Stewardship Quality: Compassion

In Guidelines for Leading Your Congregation: Stewardship, Phyllis M. Bowers has outlined twelve qualities of the Christian steward. Rev. Bowers is the Executive Director of The United Methodist Stewardship Foundation of Central Pennsylvania. It is an honor for her work to be published in a denominational guide. Over the next year, we will take a look at each of the twelve qualities she has detailed. The first of these characteristics is compassion. She states:

A Christian steward is compassionate. Christian stewards are caretakers and caregivers. They concern themselves with the distribution of gifts and resources so that all might benefit (Genesis 2.4-9; Matthew 14.13-21; Matthew 25.31-46; 1 Corinthians 12.12-28; James 2.14-17).

While a caretaker is one who has been given the responsibility of caring for something or someone, a caregiver always refers to the care of someone. Stewards recognize that their finances and possessions belong to God and are only entrusted to their care. They are given to the steward to be used in ways faithful to God. The creation passage in Genesis 2 expresses this in telling how God created the earth, placing humankind in the midst of it to care for it (Genesis 2.15).

God calls his stewards to be compassionate, distributing their resources to care for others in their time of need. Jesus did this as he fed the five thousand (Matthew 14). Jesus says when we do this for a stranger, we do this for him.

To be caretaker and caregiver is to recognize that all we have is gift, a gift entrusted to us to use for the glory of God.

We pray, “God, thank you for your good gifts, for your provision. May we be faithful in sharing those gifts to care for one another and to care for the stranger in our midst.”

(This post is taken from my monthly finance letter at West Side UMC.)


--- Task to carry out ---
If a line in the records below holds the word "Fließstrecke", copy it.

Available data START

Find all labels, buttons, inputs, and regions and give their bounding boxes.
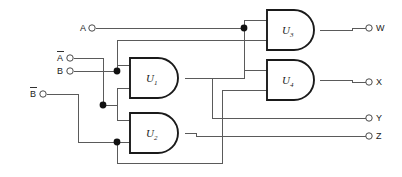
gate-u2-subscript: 2 [154, 134, 158, 142]
wire-b-to-u1 [74, 65, 130, 71]
output-label-z: Z [376, 131, 382, 141]
and-gate-shape-u1 [130, 58, 178, 98]
input-label-a: A [80, 23, 86, 33]
gate-u3[interactable]: U 3 [267, 10, 314, 50]
input-terminal-b[interactable] [67, 68, 73, 74]
input-label-b-bar: B [30, 89, 36, 99]
circuit-diagram-canvas: right to junction (244,28) --> into U3 u… [0, 0, 402, 177]
output-label-w: W [376, 23, 385, 33]
junction-bbar-split [114, 139, 121, 146]
input-terminal-b-bar[interactable] [40, 91, 46, 97]
output-label-y: Y [376, 113, 382, 123]
wire-u3-to-w [320, 28, 366, 30]
and-gate-shape-u4 [267, 60, 314, 100]
gate-u1[interactable]: U 1 [130, 58, 178, 98]
wire-abar-to-u1 [103, 88, 130, 105]
input-terminal-a[interactable] [89, 25, 95, 31]
wire-u1-to-u4 [212, 70, 267, 78]
gate-u3-subscript: 3 [289, 31, 294, 39]
wire-u2-out [185, 133, 366, 136]
junction-b-split [114, 68, 121, 75]
gate-u4[interactable]: U 4 [267, 60, 314, 100]
output-terminal-w[interactable] [366, 25, 372, 31]
input-terminal-a-bar[interactable] [67, 55, 73, 61]
and-gate-shape-u2 [130, 113, 178, 153]
output-terminal-y[interactable] [366, 115, 372, 121]
junction-a-split [241, 25, 248, 32]
wire-group: right to junction (244,28) --> into U3 u… [47, 20, 366, 163]
circuit-schematic: right to junction (244,28) --> into U3 u… [0, 0, 402, 177]
input-terminals[interactable]: A A B B [30, 23, 96, 99]
wire-u4-to-x [320, 80, 366, 82]
junction-abar-split [100, 102, 107, 109]
gate-u2[interactable]: U 2 [130, 113, 178, 153]
output-terminals[interactable]: W X Y Z [366, 23, 385, 141]
gate-u4-subscript: 4 [290, 81, 294, 89]
wire-bbar-down [47, 94, 117, 142]
gate-u1-subscript: 1 [154, 79, 158, 87]
output-terminal-x[interactable] [366, 79, 372, 85]
input-label-b: B [57, 66, 63, 76]
and-gate-shape-u3 [267, 10, 314, 50]
output-terminal-z[interactable] [366, 133, 372, 139]
output-label-x: X [376, 77, 382, 87]
input-label-a-bar: A [57, 53, 63, 63]
wire-abar-to-u2 [103, 105, 130, 120]
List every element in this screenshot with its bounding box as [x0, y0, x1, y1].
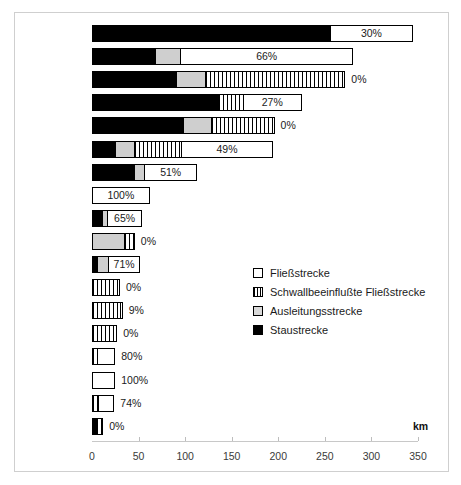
bar-percent-label: 66%	[180, 48, 352, 65]
bar-percent-label: 0%	[109, 418, 124, 435]
legend-label: Staustrecke	[270, 322, 328, 339]
bar-segment-stau	[92, 117, 183, 134]
bar-row[interactable]: 0%	[0, 325, 461, 342]
legend-label: Fließstrecke	[270, 265, 330, 282]
legend-label: Ausleitungsstrecke	[270, 303, 362, 320]
bar-percent-label: 100%	[121, 372, 148, 389]
x-axis-tickmark	[371, 437, 372, 441]
bar-segment-stau	[92, 210, 102, 227]
x-axis-tick-label: 300	[351, 450, 391, 462]
bar-row[interactable]: 71%	[0, 256, 461, 273]
bar-percent-label: 30%	[330, 25, 414, 42]
bar-row[interactable]: 65%	[0, 210, 461, 227]
bar-row[interactable]: 0%	[0, 233, 461, 250]
x-axis-tickmark	[278, 437, 279, 441]
bar-segment-stau	[92, 94, 218, 111]
bar-segment-schwall	[124, 233, 135, 250]
bar-segment-schwall	[218, 94, 243, 111]
bar-row[interactable]: 51%	[0, 164, 461, 181]
x-axis-tick-label: 150	[212, 450, 252, 462]
bar-row[interactable]: 30%	[0, 25, 461, 42]
bar-segment-fliess	[92, 372, 115, 389]
x-axis-tickmark	[185, 437, 186, 441]
bar-segment-ausl	[183, 117, 211, 134]
x-axis-tickmark	[139, 437, 140, 441]
x-axis-tick-label: 350	[398, 450, 438, 462]
bar-segment-ausl	[134, 164, 144, 181]
bar-segment-schwall	[92, 279, 120, 296]
bar-row[interactable]: 66%	[0, 48, 461, 65]
bar-percent-label: 0%	[123, 325, 138, 342]
bar-row[interactable]: 0%	[0, 418, 461, 435]
bar-percent-label: 49%	[181, 141, 272, 158]
bar-segment-stau	[92, 25, 330, 42]
x-axis-tickmark	[418, 437, 419, 441]
bar-row[interactable]: 100%	[0, 372, 461, 389]
bar-row[interactable]: 27%	[0, 94, 461, 111]
x-axis-tick-label: 0	[72, 450, 112, 462]
bar-percent-label: 9%	[129, 302, 144, 319]
legend-swatch-schwall-icon	[253, 287, 263, 297]
bar-percent-label: 100%	[92, 187, 150, 204]
x-axis-tickmark	[325, 437, 326, 441]
bar-row[interactable]: 9%	[0, 302, 461, 319]
bar-percent-label: 71%	[108, 256, 141, 273]
x-axis-tick-label: 250	[305, 450, 345, 462]
bar-segment-schwall	[92, 325, 117, 342]
bar-segment-ausl	[97, 256, 108, 273]
bar-segment-stau	[92, 164, 134, 181]
bar-row[interactable]: 80%	[0, 348, 461, 365]
bar-row[interactable]: 0%	[0, 71, 461, 88]
bar-row[interactable]: 0%	[0, 117, 461, 134]
chart-root: DonauMurInnDrauEnnsSalzachTraunMarchStey…	[0, 0, 461, 485]
bar-row[interactable]: 100%	[0, 187, 461, 204]
bar-percent-label: 27%	[243, 94, 302, 111]
bar-segment-schwall	[134, 141, 182, 158]
bar-percent-label: 65%	[107, 210, 142, 227]
chart-plot-area: DonauMurInnDrauEnnsSalzachTraunMarchStey…	[0, 0, 461, 485]
bar-row[interactable]: 49%	[0, 141, 461, 158]
bar-segment-schwall	[92, 302, 120, 319]
bar-percent-label: 74%	[120, 395, 141, 412]
legend-swatch-ausl-icon	[253, 306, 263, 316]
x-axis-tick-label: 50	[119, 450, 159, 462]
bar-segment-ausl	[176, 71, 205, 88]
bar-percent-label: 0%	[141, 233, 156, 250]
bar-segment-fliess	[98, 395, 115, 412]
bar-segment-ausl	[155, 48, 180, 65]
bar-segment-schwall	[96, 418, 103, 435]
bar-percent-label: 51%	[144, 164, 197, 181]
bar-percent-label: 80%	[121, 348, 142, 365]
x-axis-tickmark	[232, 437, 233, 441]
x-axis-line	[92, 441, 418, 442]
bar-segment-ausl	[115, 141, 134, 158]
bar-segment-stau	[92, 141, 115, 158]
bar-segment-schwall	[211, 117, 274, 134]
legend-swatch-fliess-icon	[253, 268, 263, 278]
x-axis-tick-label: 100	[165, 450, 205, 462]
legend-swatch-stau-icon	[253, 325, 263, 335]
bar-segment-fliess	[97, 348, 116, 365]
x-axis-tick-label: 200	[258, 450, 298, 462]
bar-row[interactable]: 74%	[0, 395, 461, 412]
bar-percent-label: 0%	[351, 71, 366, 88]
legend-label: Schwallbeeinflußte Fließstrecke	[270, 284, 425, 301]
bar-percent-label: 0%	[281, 117, 296, 134]
bar-segment-stau	[92, 48, 155, 65]
x-axis-unit-label: km	[413, 420, 428, 432]
bar-segment-ausl	[92, 233, 124, 250]
bar-segment-stau	[92, 71, 176, 88]
bar-percent-label: 0%	[126, 279, 141, 296]
bar-segment-fliess	[120, 302, 123, 319]
bar-segment-schwall	[205, 71, 346, 88]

Available data END

--- Answer box ---
legend-label: Fließstrecke	[270, 265, 330, 282]
legend-label: Schwallbeeinflußte Fließstrecke	[270, 284, 425, 301]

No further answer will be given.